The #1 Misconception About Writing Style

Transcript

There’s a common misconception about writing style that needs to be addressed before we can talk about writing structure.

Once we clear this up, I promise that it will change the way you approach the activity of writing and your own writing projects.

What’s this misconception? It’s the misconception promoted by so-called “style” guides, that are basically compilations of accepted conventions for grammar, sentence structure, usage rules, and formatting and citation rules. Anyone who does a lot of writing as part of their job will eventually come across these, and most writers will have more than one style guide on their book shelf.

There’s nothing wrong with these, if you need to look up usage conventions, like how to write numbers and dates, or how to cite sources in footnotes, these are very handy.

But they do promote a common misconception, which really has two parts.

First, they promote the misconception that there are really only two kinds of style — good and bad — and what it means to write with proper style is to conform to the usage rules in books like these.

And second, they promote the misconception that what a writing style is, is defined by the list of surface elements that constitute the proper usage conventions. By “surface elements” I mean the actual arrangement of words and sentences and paragraphs on the page.

I’m saying that it’s a mistake to think about style in this way.

Now, I say that these are misconceptions, but what else could a writing style be, if not a certain way of arranging words, sentences and paragraphs on the page?

A more useful way to think about it is like this: the surface elements of a writing style are derived from a deeper level.

This deeper level represents a stance, a series of decisions about a number of fundamental questions about the author, the author’s audience, their relationships, and the broader goals of the writing enterprise.

What counts as successful or unsuccessful writing is defined relative to a particular conceptual stance. And because there can be more than one stance on these fundamental questions, there can be more than one writing style, each with its own standards for success.

In other words, the situation looks more like this. There can be a plurality of distinct writing styles, each derived from a different conceptual stance, and each with its own criteria for success or failure.

In the next set of videos I’m going to go over some of these different writing styles and the conceptual stances that ground them, but I want to finish with what I think this the most important point from the perspective of students hoping to improve their writing by looking to style guides.

The point is this. The standard academic style guides, like Strunk and White, are not guides for good writing in general. They’re guides that codify certain surface conventions associated with a particular writing style, one that we’re going to elaborate on in later videos.

But these guides don’t talk about the underlying conceptual stance that motivates the conventions, and so they create the illusion that there there are really only two kinds of writing, good writing and bad writing, and good writing consists in following the rules outlined in these guides.

This is a very damaging misconception. Blindly following a style guide can lead to very bad writing when there’s a mismatch between the guidelines and the deeper communicative goals that motivate the writing.

An analogy can be drawn here between writing styles and style guides, and debates about what constitutes correct or incorrect grammar in natural language.

In English, for example, schools will commonly teach children that an expression like “that ain’t nobody’s business” isn’t proper English.

But linguists will tell you that there are dozens of distinct dialects of English even with the United States, and there is no natural basis for saying that one dialect is normatively correct while others are not. Each of these dialects has an internally consistent grammar and usage rules.

What we have, rather, are cultural histories that associate certain dialects with socio-economic status, and because of that they acquire normative status — the culture treats certain dialects as normative, and others as deviations from these norms.

Norms for good and bad writing have a cultural history as well. I’m not saying that no distinction can be made between good writing and bad writing. What I’m saying is that the reasons why certain norms dominate discussions of good writing have little to do with good writing per se, and much more to do with social and cultural forces that privilege certain kinds of writing over others, just as there are social and cultural forces that privilege certain kinds of English dialects over others.

The analogy isn’t perfect, but I think it helps to make a point.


Task: Make a tally of the lines in the records that include the string "this", and give only that number.

Provided material:
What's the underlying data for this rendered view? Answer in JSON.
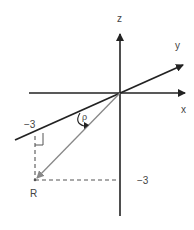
{
  "diagram": {
    "type": "3d-coordinate-axes",
    "axes": {
      "x": {
        "label": "x"
      },
      "y": {
        "label": "y"
      },
      "z": {
        "label": "z"
      }
    },
    "point": {
      "label": "R"
    },
    "angle": {
      "label": "ρ"
    },
    "ticks": {
      "y_neg": "−3",
      "z_neg": "−3"
    },
    "colors": {
      "axis": "#222222",
      "vector": "#888888",
      "dashed": "#555555",
      "text": "#444444"
    }
  }
}
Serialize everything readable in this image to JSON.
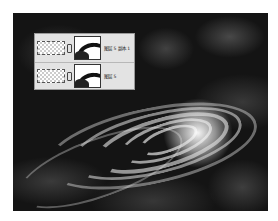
{
  "canvas": {
    "description": "dark nebula background with bright white spiral swirl",
    "background_color": "#141414",
    "swirl_color": "#ebebeb"
  },
  "layers_panel": {
    "layers": [
      {
        "name": "图层 5 副本 1",
        "thumbnail_icon": "transparent-checker-thumbnail",
        "link_icon": "chain-link-icon",
        "mask_icon": "layer-mask-thumbnail"
      },
      {
        "name": "图层 5",
        "thumbnail_icon": "transparent-checker-thumbnail",
        "link_icon": "chain-link-icon",
        "mask_icon": "layer-mask-thumbnail"
      }
    ]
  }
}
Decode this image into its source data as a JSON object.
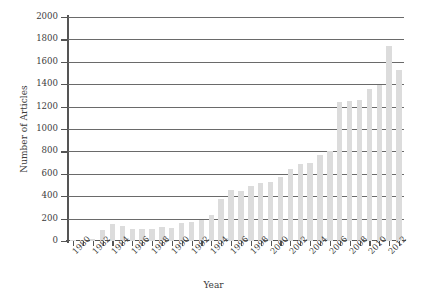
{
  "chart_data": {
    "type": "bar",
    "title": "",
    "xlabel": "Year",
    "ylabel": "Number of Articles",
    "categories": [
      1980,
      1981,
      1982,
      1983,
      1984,
      1985,
      1986,
      1987,
      1988,
      1989,
      1990,
      1991,
      1992,
      1993,
      1994,
      1995,
      1996,
      1997,
      1998,
      1999,
      2000,
      2001,
      2002,
      2003,
      2004,
      2005,
      2006,
      2007,
      2008,
      2009,
      2010,
      2011,
      2012,
      2013
    ],
    "values": [
      8,
      12,
      18,
      95,
      150,
      135,
      110,
      110,
      105,
      125,
      115,
      160,
      170,
      185,
      230,
      375,
      455,
      450,
      490,
      520,
      530,
      570,
      640,
      690,
      700,
      770,
      805,
      1245,
      1250,
      1255,
      1360,
      1395,
      1740,
      1530
    ],
    "xtick_labels": [
      "1980",
      "1982",
      "1984",
      "1986",
      "1988",
      "1990",
      "1992",
      "1994",
      "1996",
      "1998",
      "2000",
      "2002",
      "2004",
      "2006",
      "2008",
      "2010",
      "2012"
    ],
    "ytick_labels": [
      "0",
      "200",
      "400",
      "600",
      "800",
      "1000",
      "1200",
      "1400",
      "1600",
      "1800",
      "2000"
    ],
    "ylim": [
      0,
      2000
    ],
    "ytick_step": 200,
    "grid": true,
    "legend": "none",
    "bar_color": "#dcdcdc",
    "grid_color": "#6a6a6a",
    "axis_color": "#555555"
  }
}
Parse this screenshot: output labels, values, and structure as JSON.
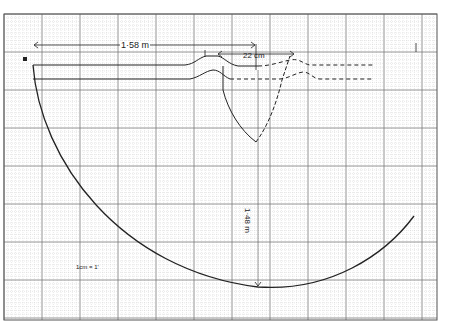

The completed task: 4